I think you're right that a partition is essentially an instance of a resource. As is the case in other distributed systems, partitions are used to achieve parallelism. A resource with only one instance can only run on one machine. Partitions simply provide the construct necessary to split a single resource among many machines by, well, partitioning the resource.
This is a pattern that is found in a large portion of distributed systems. The difference, though, is while e.g. distributed databases explicitly define partitions essentially as a subset of some larger data set that can fit on a single node, Helix is more generic in that partitions don't have a definite meaning or use case, but many potential meanings and potential use cases.
One of these use cases in a system with which I'm very familiar is Apache Kafka's topic partitions. In Kafka, each topic - essentially a distributed log - is broken into a number of partitions. While the topic data can be spread across many nodes in the cluster, each partition is constrained to a single log on a single node. Kafka provides scalability by adding new partitions to new nodes. When messages are produced to a Kafka topic, internally they're hashed to some specific partition on some specific node. When messages are consumed from a topic, the consumer switches between partitions - and thus nodes - as it consumes from the topic.
This pattern generally applies to many scalability problems and is found in almost any HA distributed database (e.g. DynamoDB, Hazelcast), map/reduce (e.g. Hadoop, Spark), and other data or task driven systems.
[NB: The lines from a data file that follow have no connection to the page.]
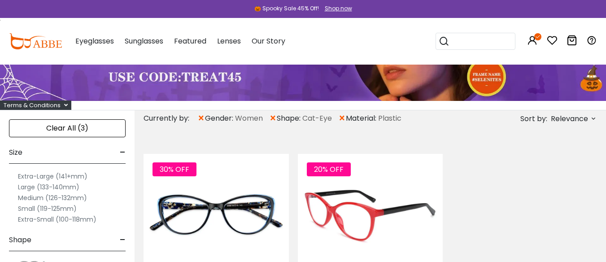 This screenshot has width=606, height=262. I want to click on span: material:, so click(362, 119).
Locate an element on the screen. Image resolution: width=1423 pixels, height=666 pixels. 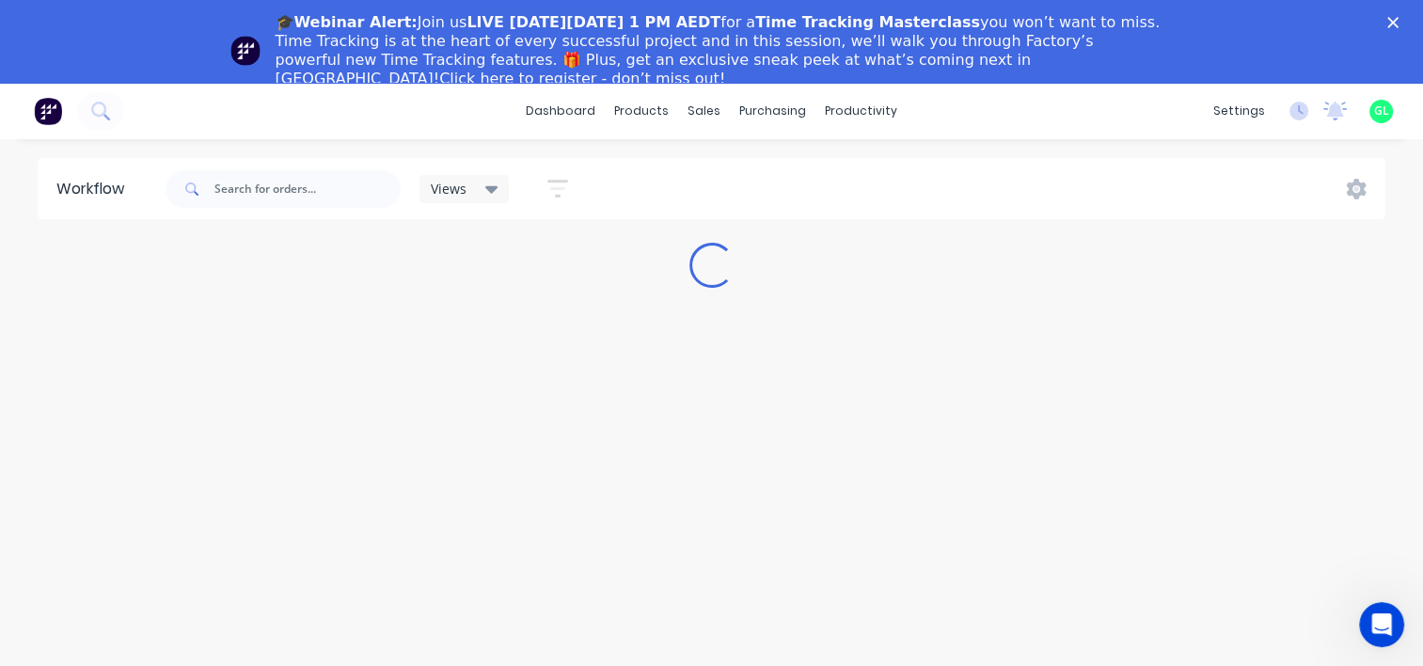
div: settings is located at coordinates (1239, 111).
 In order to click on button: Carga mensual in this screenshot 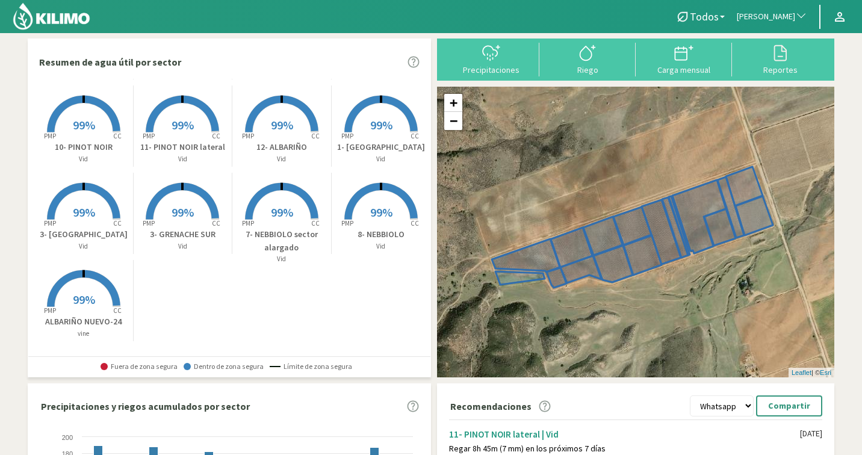, I will do `click(684, 58)`.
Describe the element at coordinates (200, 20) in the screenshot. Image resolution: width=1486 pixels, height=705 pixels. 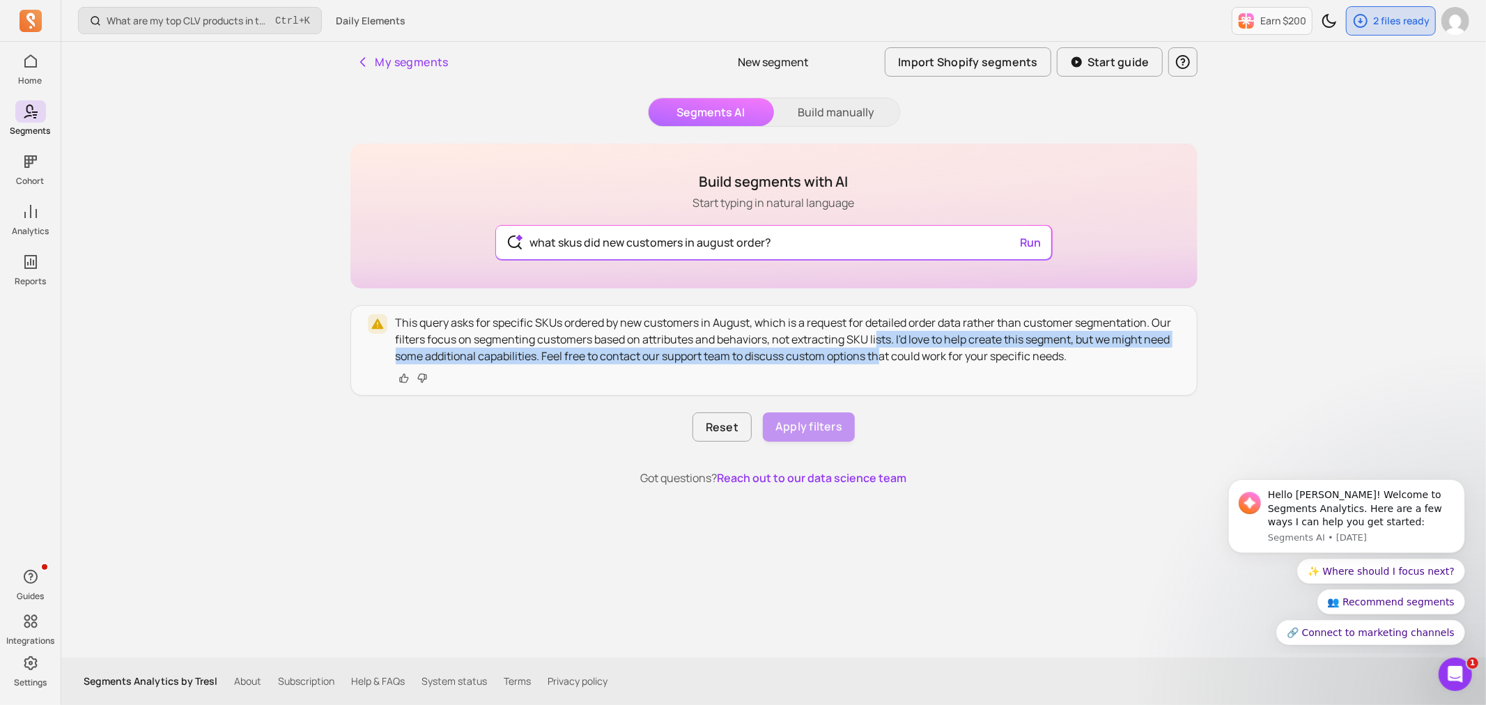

The LinkedIn blog post about Helix actually gives a bunch of useful examples of the relationships between resources and partitions as well.
Suppose in your web application you need to do a number of redis calls to render a page, like, getting a bunch of user hashes. To speed this up you could wrap up your redis commands in a MULTI/EXEC section, thus using pipelining, so that you avoid doing many round-trips. But you also want to shard your data, because you have lots of it and/or you want to distribute writes. Then pipelining wouldn't work, because different keys would potentially live on different nodes, unless you have a clear idea of the data layout of your application and shard based on roles rather than using a hash function. So, what are the best practices to shard data across different servers without compromising performance too much due to many servers being contacted to complete a "conceptually unique" job? I believe the answer depends on the web application one is developing, and I'll eventually run some tests, but it'd be helpful to know how others have coped with the trade-offs I mentioned.
MULTI/EXEC and pipelining are two different things. You can do MULTI/EXEC without any pipelining and vice versa.
If you want to shard and pipeline at the same time, you need to group the operations to pipeline per Redis instance, and then use pipelining for each instance.
Here is a simple example using Ruby: https://gist.github.com/2587593
One way to further improve performance is to parallelize the traffic on the Redis instances once the operations have been grouped (i.e. you group the operations, you send them to all instances in parallel, you wait for the answers from all instances).
This is a bit more complex, because an asynchronous non blocking client is required. For maximum performance, C/C++ should be used on client side. This can be easily implemented by using hiredis + the event loop of your choice.